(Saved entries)
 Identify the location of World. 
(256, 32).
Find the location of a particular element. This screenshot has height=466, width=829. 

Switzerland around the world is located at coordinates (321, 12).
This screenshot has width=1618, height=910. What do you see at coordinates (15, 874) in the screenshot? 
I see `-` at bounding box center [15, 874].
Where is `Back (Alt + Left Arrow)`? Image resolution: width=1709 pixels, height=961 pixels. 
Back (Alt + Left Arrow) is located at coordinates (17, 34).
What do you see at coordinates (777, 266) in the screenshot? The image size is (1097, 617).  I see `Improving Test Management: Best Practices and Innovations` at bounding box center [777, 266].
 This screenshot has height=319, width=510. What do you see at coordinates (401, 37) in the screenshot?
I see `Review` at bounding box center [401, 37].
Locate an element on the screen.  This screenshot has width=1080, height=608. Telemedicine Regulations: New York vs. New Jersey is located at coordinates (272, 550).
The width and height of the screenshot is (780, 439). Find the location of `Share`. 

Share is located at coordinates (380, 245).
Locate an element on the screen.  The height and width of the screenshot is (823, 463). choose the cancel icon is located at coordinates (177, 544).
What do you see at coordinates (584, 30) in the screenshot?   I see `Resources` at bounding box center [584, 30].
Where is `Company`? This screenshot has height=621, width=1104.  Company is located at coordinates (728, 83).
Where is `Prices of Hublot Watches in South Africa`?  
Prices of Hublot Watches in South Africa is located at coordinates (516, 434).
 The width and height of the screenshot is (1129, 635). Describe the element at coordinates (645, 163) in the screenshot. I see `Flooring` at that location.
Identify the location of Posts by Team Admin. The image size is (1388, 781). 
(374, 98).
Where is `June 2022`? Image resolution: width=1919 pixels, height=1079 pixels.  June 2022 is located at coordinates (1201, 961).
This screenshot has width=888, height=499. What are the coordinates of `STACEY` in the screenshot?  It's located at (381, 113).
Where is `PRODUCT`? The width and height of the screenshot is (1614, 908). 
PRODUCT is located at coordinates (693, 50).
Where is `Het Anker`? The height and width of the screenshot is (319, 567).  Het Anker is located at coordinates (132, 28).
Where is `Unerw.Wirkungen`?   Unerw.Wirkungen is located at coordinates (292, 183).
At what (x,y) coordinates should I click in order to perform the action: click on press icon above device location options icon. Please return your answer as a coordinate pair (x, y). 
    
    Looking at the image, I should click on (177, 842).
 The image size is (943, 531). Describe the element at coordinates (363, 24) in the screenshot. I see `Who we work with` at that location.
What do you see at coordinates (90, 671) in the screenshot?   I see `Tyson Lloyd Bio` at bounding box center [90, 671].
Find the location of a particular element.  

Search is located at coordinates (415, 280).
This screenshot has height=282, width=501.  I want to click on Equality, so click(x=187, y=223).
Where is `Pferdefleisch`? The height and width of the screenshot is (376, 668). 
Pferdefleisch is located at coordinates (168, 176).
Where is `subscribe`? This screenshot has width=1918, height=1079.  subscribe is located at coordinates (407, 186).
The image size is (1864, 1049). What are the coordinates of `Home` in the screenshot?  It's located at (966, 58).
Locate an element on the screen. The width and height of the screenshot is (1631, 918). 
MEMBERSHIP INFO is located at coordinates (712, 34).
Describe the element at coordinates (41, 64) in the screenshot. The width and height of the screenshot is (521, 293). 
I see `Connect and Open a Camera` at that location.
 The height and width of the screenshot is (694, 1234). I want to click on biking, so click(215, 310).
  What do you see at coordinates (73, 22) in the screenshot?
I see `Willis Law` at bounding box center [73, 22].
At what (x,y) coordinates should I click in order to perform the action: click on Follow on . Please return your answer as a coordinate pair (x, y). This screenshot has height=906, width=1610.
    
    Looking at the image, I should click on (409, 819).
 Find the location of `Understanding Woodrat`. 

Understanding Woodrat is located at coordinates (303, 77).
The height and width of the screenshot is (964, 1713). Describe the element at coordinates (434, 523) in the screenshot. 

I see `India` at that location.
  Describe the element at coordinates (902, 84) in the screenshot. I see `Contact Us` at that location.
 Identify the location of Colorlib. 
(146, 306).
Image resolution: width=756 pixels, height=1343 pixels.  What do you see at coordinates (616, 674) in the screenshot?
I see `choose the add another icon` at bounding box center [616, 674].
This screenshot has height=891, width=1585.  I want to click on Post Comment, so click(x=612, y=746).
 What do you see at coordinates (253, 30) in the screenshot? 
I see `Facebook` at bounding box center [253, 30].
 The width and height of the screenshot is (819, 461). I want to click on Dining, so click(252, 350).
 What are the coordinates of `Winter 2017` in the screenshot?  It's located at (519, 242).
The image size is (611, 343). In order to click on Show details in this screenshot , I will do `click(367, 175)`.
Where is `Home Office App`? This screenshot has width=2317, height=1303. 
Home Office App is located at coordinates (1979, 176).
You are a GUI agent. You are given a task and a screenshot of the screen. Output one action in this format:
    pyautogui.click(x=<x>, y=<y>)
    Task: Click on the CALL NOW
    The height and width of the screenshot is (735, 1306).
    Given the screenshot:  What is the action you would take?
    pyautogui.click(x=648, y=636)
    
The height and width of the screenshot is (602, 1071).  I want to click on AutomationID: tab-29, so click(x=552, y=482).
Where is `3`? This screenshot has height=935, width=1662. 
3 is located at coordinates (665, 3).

_WHAT IS REQUIRED_: The required output is the line holding "has height=935, width=1662." plus every line after it in the data, reproduced exactly.

_PROBLEM SOLUTION_:
Where is `3`? This screenshot has height=935, width=1662. 
3 is located at coordinates (665, 3).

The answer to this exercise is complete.